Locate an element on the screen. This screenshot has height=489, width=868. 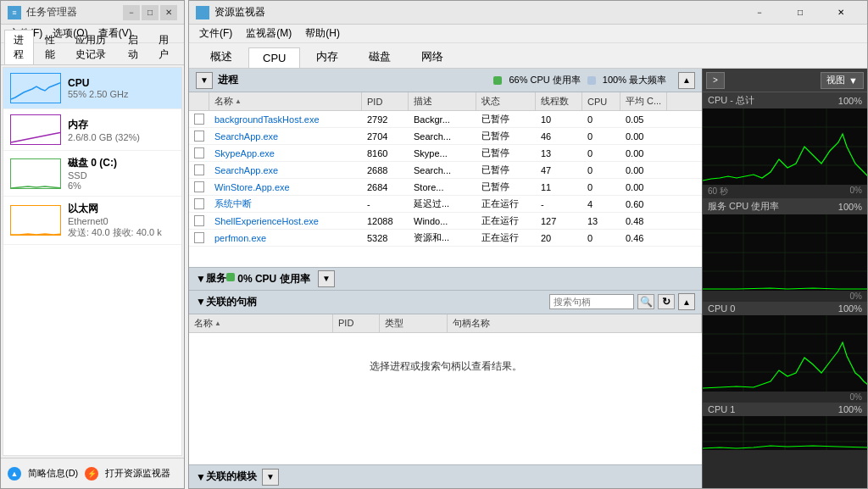
open-monitor-icon: ⚡ is located at coordinates (92, 474).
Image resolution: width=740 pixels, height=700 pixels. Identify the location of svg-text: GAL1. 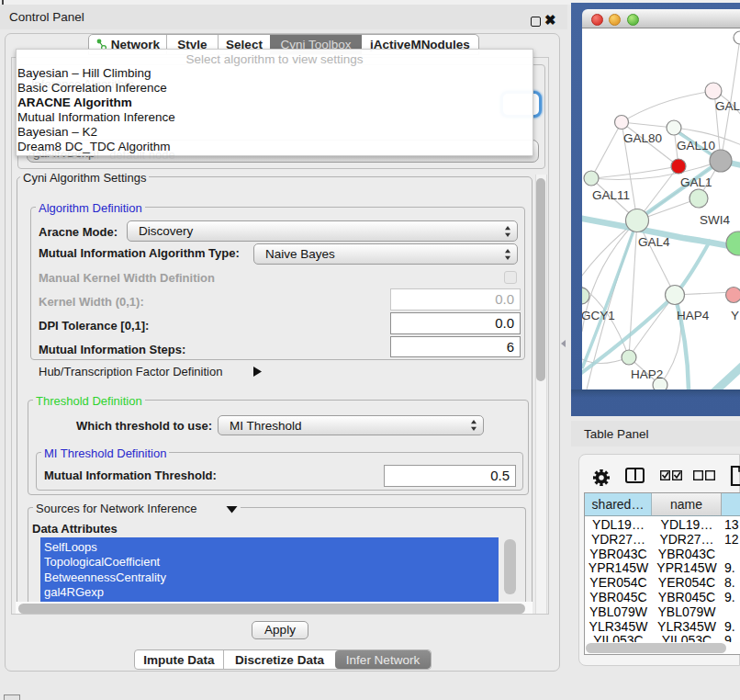
(696, 182).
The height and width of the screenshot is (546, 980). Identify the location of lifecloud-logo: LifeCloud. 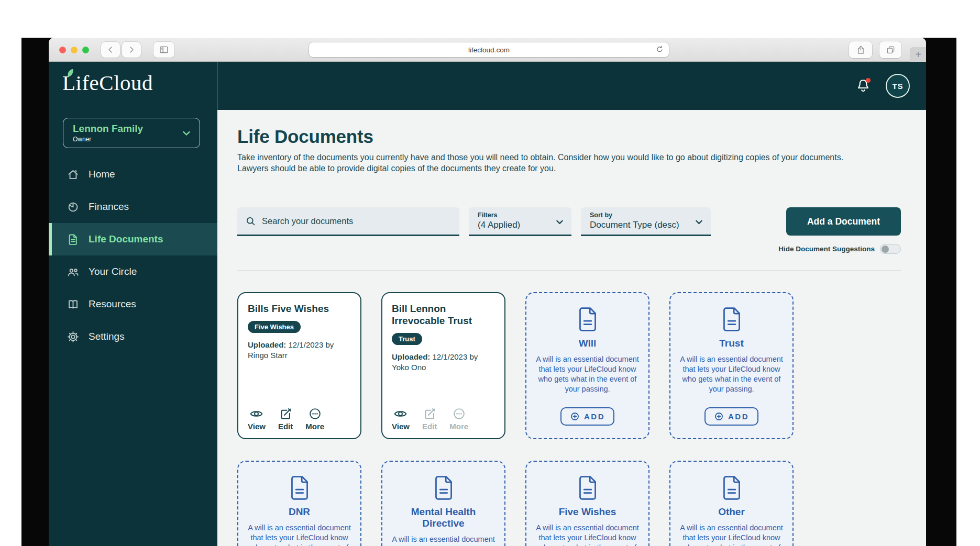
(108, 83).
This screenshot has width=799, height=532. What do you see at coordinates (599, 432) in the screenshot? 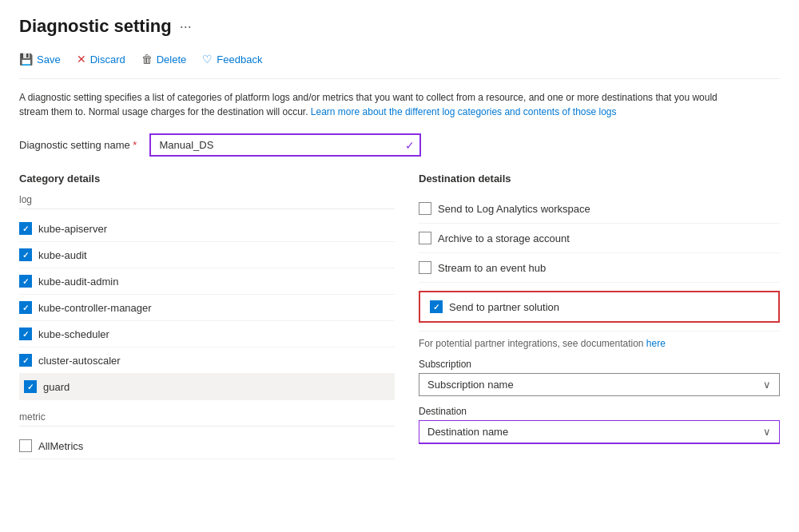
I see `destination-dropdown: Destination name ∨` at bounding box center [599, 432].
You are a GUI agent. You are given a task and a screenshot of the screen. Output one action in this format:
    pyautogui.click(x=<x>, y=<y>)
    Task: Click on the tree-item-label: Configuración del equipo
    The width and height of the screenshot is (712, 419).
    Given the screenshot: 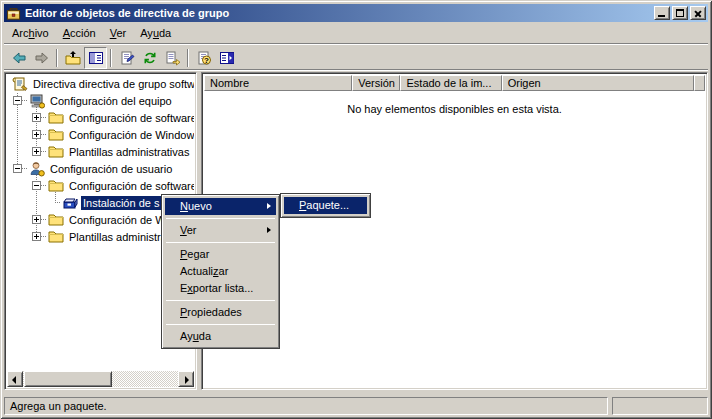 What is the action you would take?
    pyautogui.click(x=111, y=101)
    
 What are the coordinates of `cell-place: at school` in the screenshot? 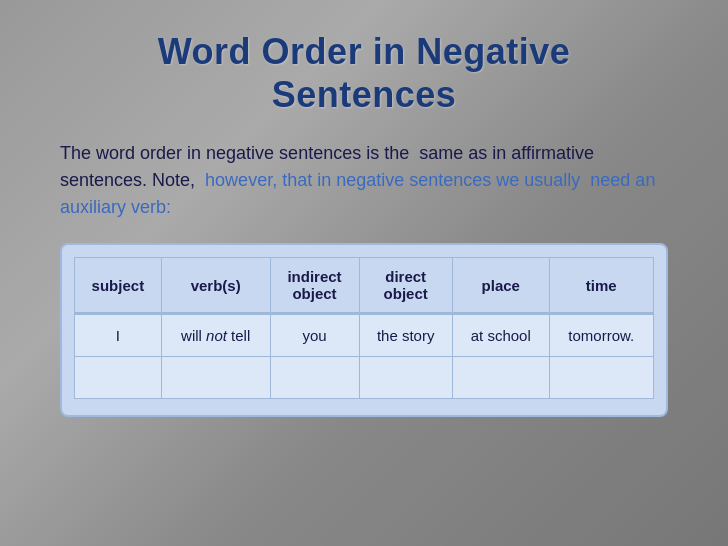 It's located at (500, 336).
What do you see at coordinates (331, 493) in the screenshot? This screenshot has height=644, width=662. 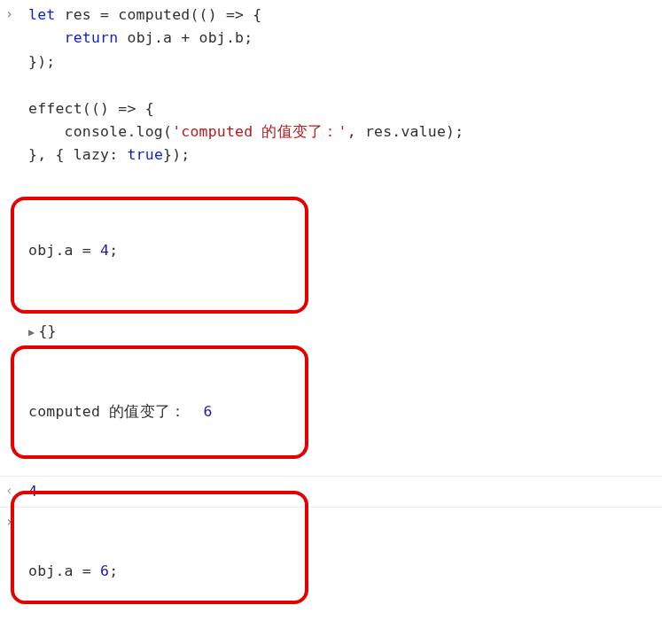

......

AIM OF THE EXERCISE: Write out exactly the lines of the material above, starting with the first and finishing with the line that contains "pyautogui.click(x=<x>, y=<y>)", without pictures.

RESULT:
Locate an element on the screen. This screenshot has height=489, width=868. 
open-monitor-icon: ⚡ is located at coordinates (92, 474).
Image resolution: width=740 pixels, height=700 pixels. Identify the location of svg-text: GAL1. 
(696, 182).
The height and width of the screenshot is (546, 980). Identify the location of lifecloud-logo: LifeCloud. 
(108, 83).
This screenshot has width=799, height=532. What do you see at coordinates (599, 432) in the screenshot? 
I see `destination-dropdown: Destination name ∨` at bounding box center [599, 432].
You are a GUI agent. You are given a task and a screenshot of the screen. Output one action in this format:
    pyautogui.click(x=<x>, y=<y>)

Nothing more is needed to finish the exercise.